Antibodies, which by their nature target particular types of tissues, are the perfect vehicle for cancer-fighting drugs to tag along. By pairing a cancer-fighting drug to an antibody, the drug can do its job in only the place that it’s needed, reducing the unnecessary damage to healthy tissues and organs that chemotherapy causes.

Studies have shown that this “bait and switch” strategy works to get the ADC into cancer cells, releases the toxic drug, and kills the cancer cell as it tries to divide.

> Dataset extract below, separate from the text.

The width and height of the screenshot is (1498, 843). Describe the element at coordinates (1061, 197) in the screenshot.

Some ADCs have already been approved for clinical use – Kadcyla, a drug for people with HER2-positive metastatic breast cancer, was approved in 2013 – and more than two dozen are currently in clinical trials for solid tumours and blood cancers.

 

Wireless Pacemaker

The first pacemaker was implanted in 1958. Since then, doctors have continued using pacemakers connected electrically to the heart via a complex system of tiny wires. Unfortunately, those wires can break or get dislodged in the body. Their insulation can also become cracked and lead to an infection.

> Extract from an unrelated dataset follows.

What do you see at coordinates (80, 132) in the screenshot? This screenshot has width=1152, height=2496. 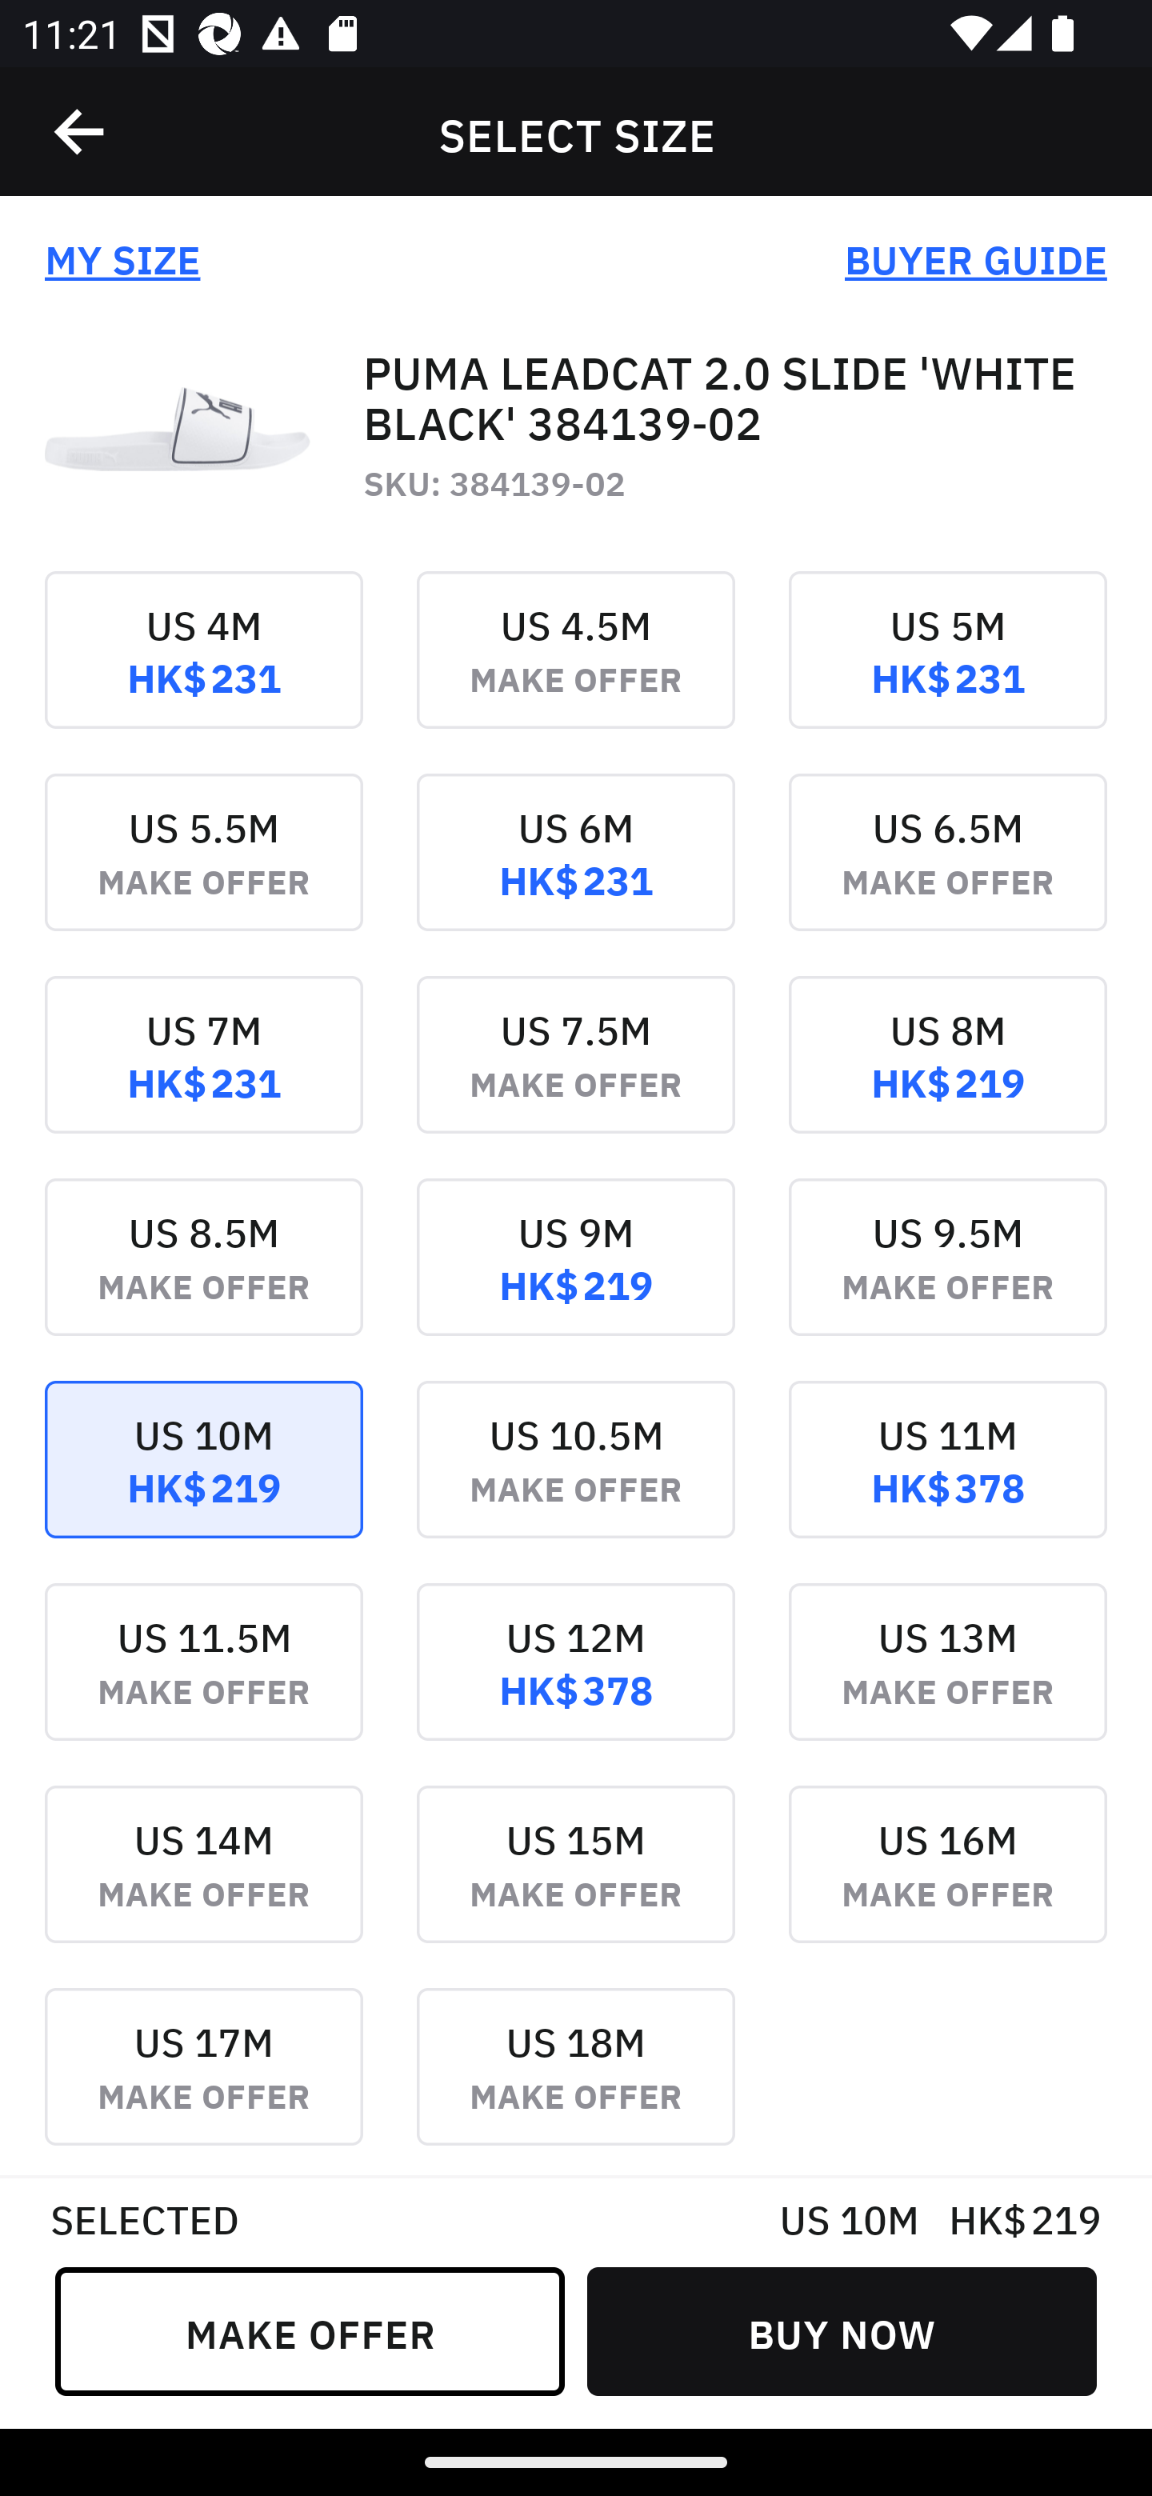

But, the new pacemaker is wireless, 10% of the size of a conventional pacemaker (about the size of a large vitamin), and is implanted directly in the heart and no lengthy surgery is required.

Doctors simply use a catheter in a leg vein to steer the device into the heart, a process that takes about 20 minutes. The lithium-battery-powered device lasts up to 7 years and is currently undergoing late stage clinical trials. It was first implanted into a patient in Ohio in February 2014.

 

Mobile Stroke Unit

What if there were a drug that could lessen the brain damage caused by a stroke by targeting the blood clot that caused it and breaking it up? As it turns out, there is. It’s called tPA, and the faster it’s given after a stroke, the safer and more effective it is.

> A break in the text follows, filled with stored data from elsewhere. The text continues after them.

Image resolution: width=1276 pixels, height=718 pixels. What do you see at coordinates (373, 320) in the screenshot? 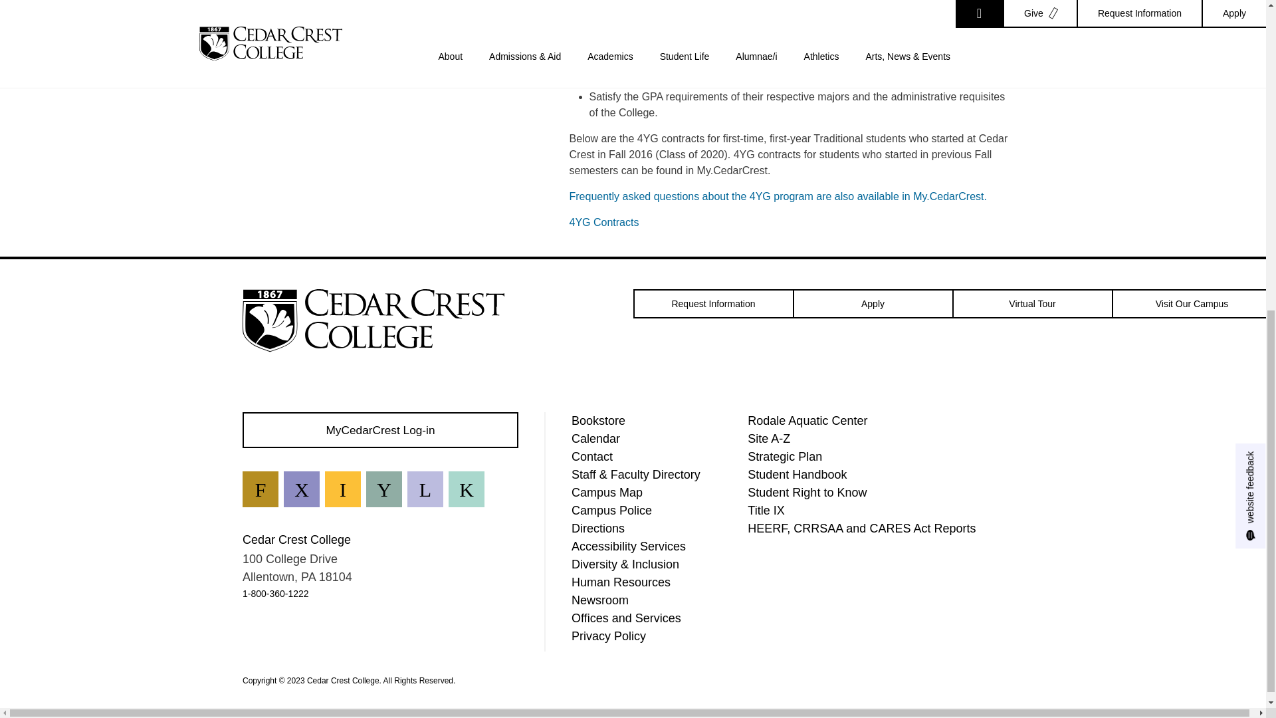
I see `Cedar Crest College` at bounding box center [373, 320].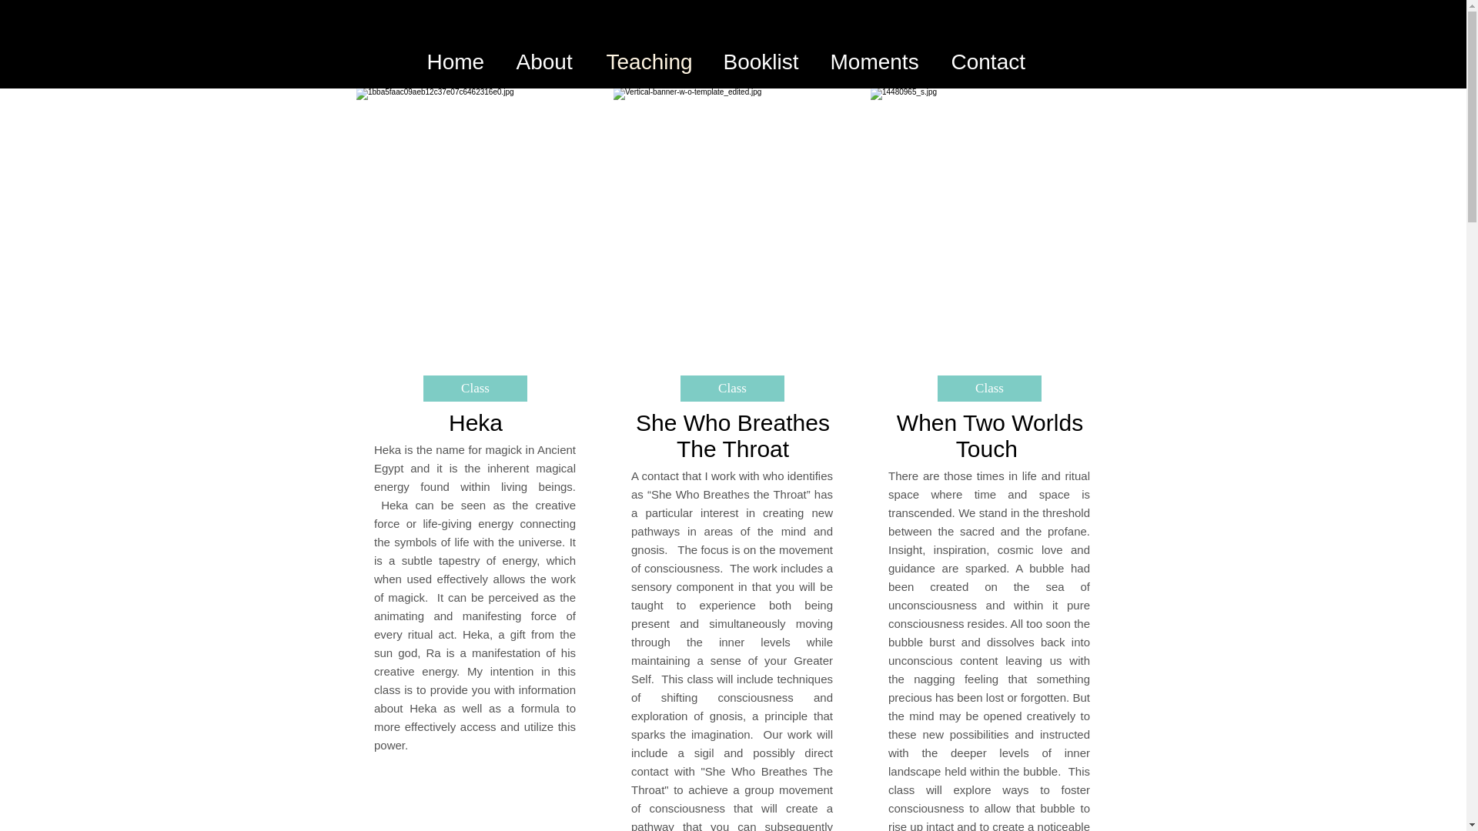  What do you see at coordinates (652, 62) in the screenshot?
I see `Teaching` at bounding box center [652, 62].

Most people don’t get the drug in time, and it can only be administered via IV. Lack of access to quick treatment can have dire consequences.

Mobile stroke treatment units solve this problem by taking tPA directly to the patient. The units are essentially ambulances outfitted with everything health professionals need to treat a patient suffering from a stroke and staffed by an onboard paramedic, a critical care nurse, and a CT technologist. A broadband video link allows the onboard team to virtually contact a hospital stroke neurologist to guide treatment.

 

Hepatitis C Vaccine

Cipla and Ranbaxy are working to manufacture a cheaper version of $1,000-a-pill medicine made by US-based Gilead Sciences Inc that treats killer liver disease.

Over 130 million people in India living with life-threatening hepatitis C – a liver-destroying virus having death rates higher than people infected with HIV, especially in northeastern states — will now have an access to an otherwise unaffordable drug from March next year.

The pills will be available from March 2015.